I want to break down a large job, running on a Microsoft-hosted agent, into smaller jobs running sequentially, on the same agent. The large job is organized like this:
pool:
vmImage: 'windows-latest'
jobs:
- job: large_job
steps:
- task: NuGetCommand@2
inputs:
command: 'restore'
- task: VSBuild@1
- task: VSTest@2
I want to break it down into two smaller jobs, like this:
pool:
vmImage: 'windows-latest'
jobs:
- job: job_one
steps:
- task: NuGetCommand@2
inputs:
command: 'restore'
- job: job_two
dependsOn: job_one
steps:
- checkout: none
- task: VSBuild@1
- task: VSTest@2
... so that downloading all of my binary resources will happen in job_one
, and the build and test will happen in job_two
.
Jobs include an optional parameter, workspace:clean
, which is used with self-hosted agents to specify whether the binary resources, build results, or everything should be erased from the agent.

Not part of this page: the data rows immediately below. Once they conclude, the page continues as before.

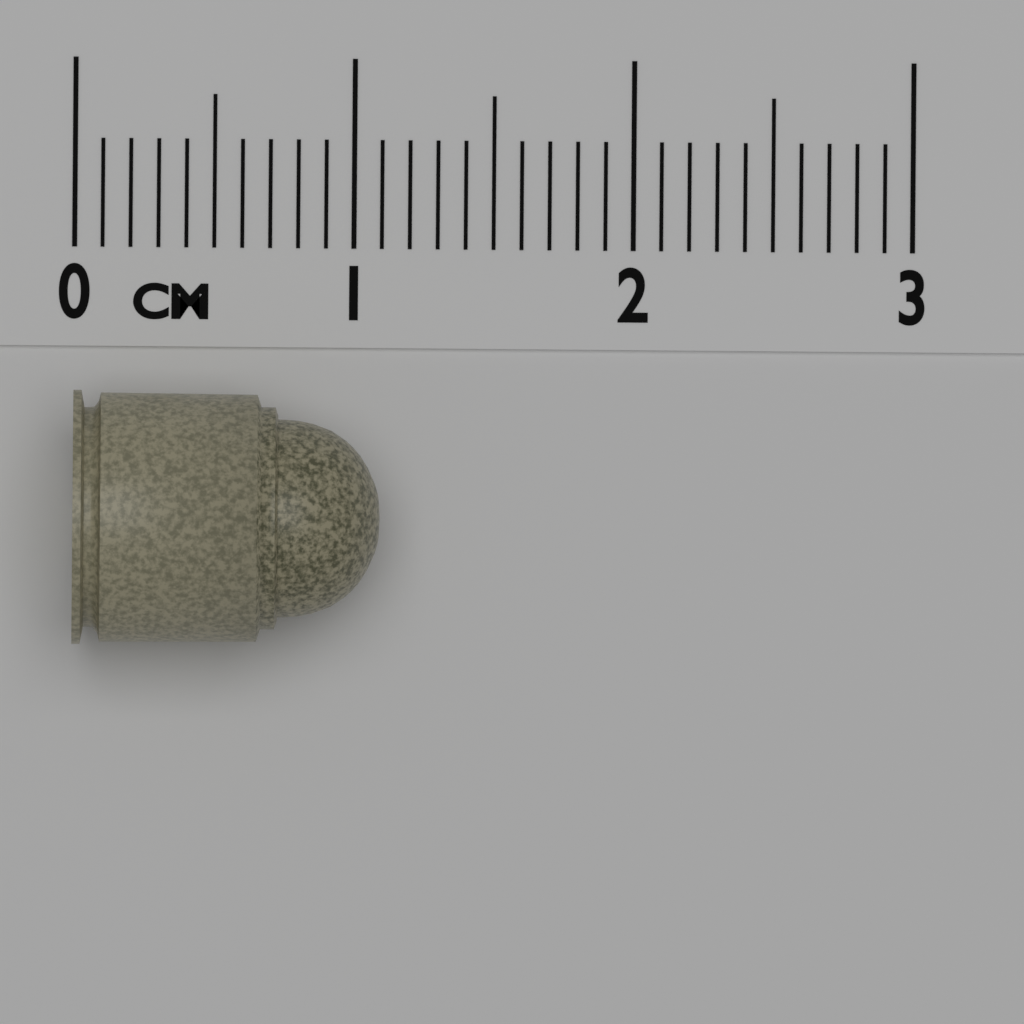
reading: 1.1 cm
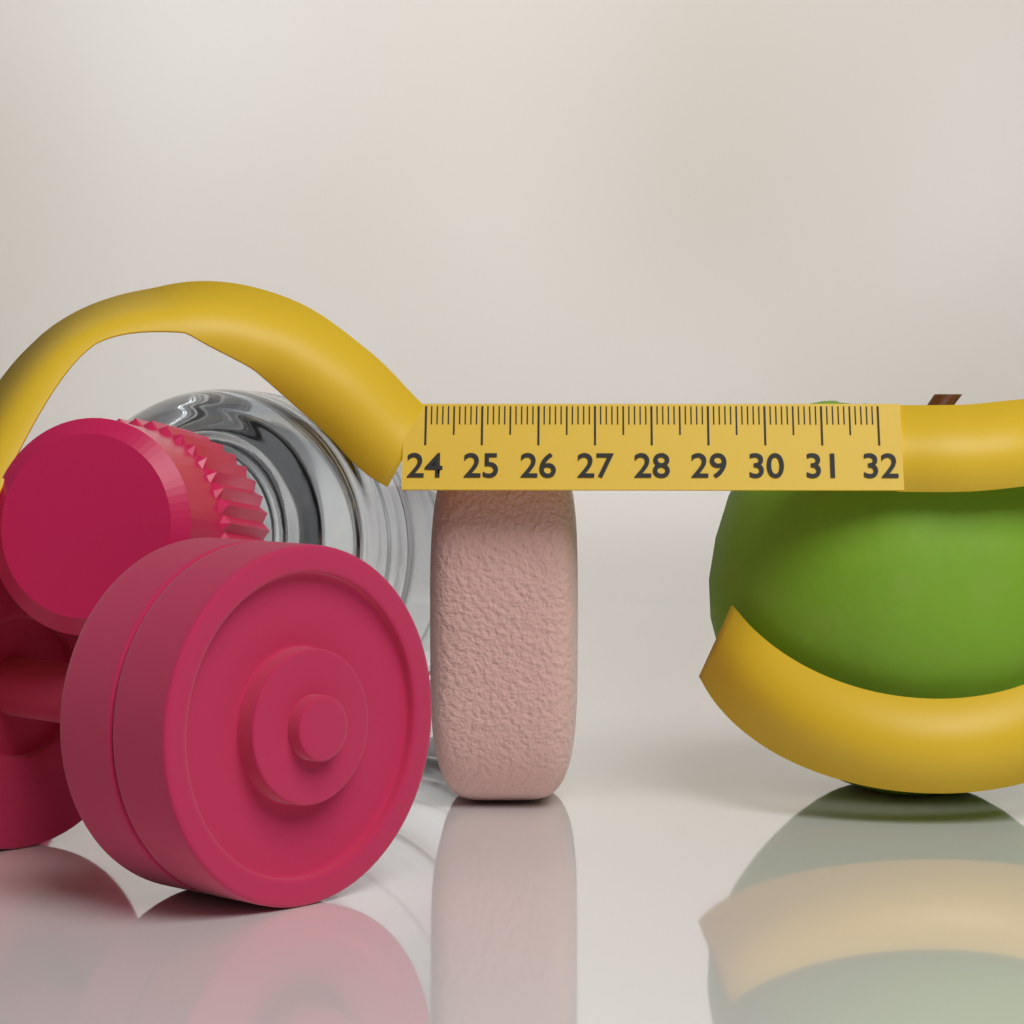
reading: 26.7 (no unit)
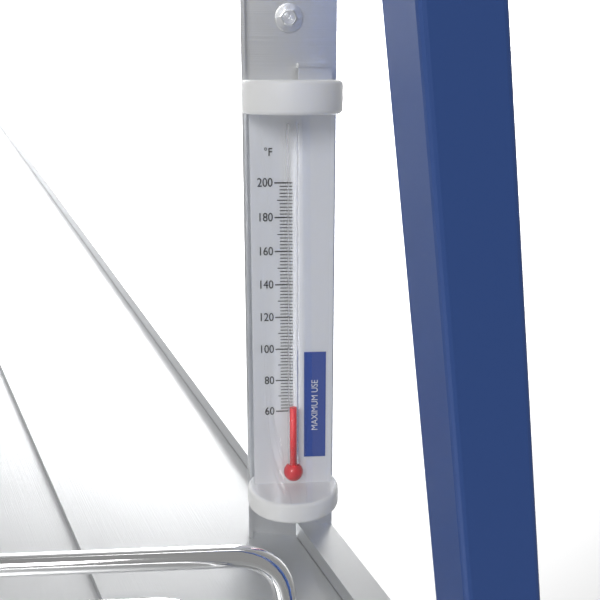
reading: 64 °F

If the workspace:clean
parameter is omitted, nothing is erased -- everything is preserved. That's what I want.
However, according to the Workspace topic in the Azure Devops documentation:
The workspace clean options are applicable only for self-hosted agents. When using Microsoft-hosted agents, jobs are always run on a new agent.
This means that all of my binary resources are erased before job_two
can run the build task. I want to do the equivalent of this:
- job: job_two
dependsOn: job_one
workspace:
clean: none
steps:
- checkout: none
- task: VSBuild@1
- task: VSTest@2
I want to avoid using a self-hosted agent. How can I do this using a Microsoft-hosted agent?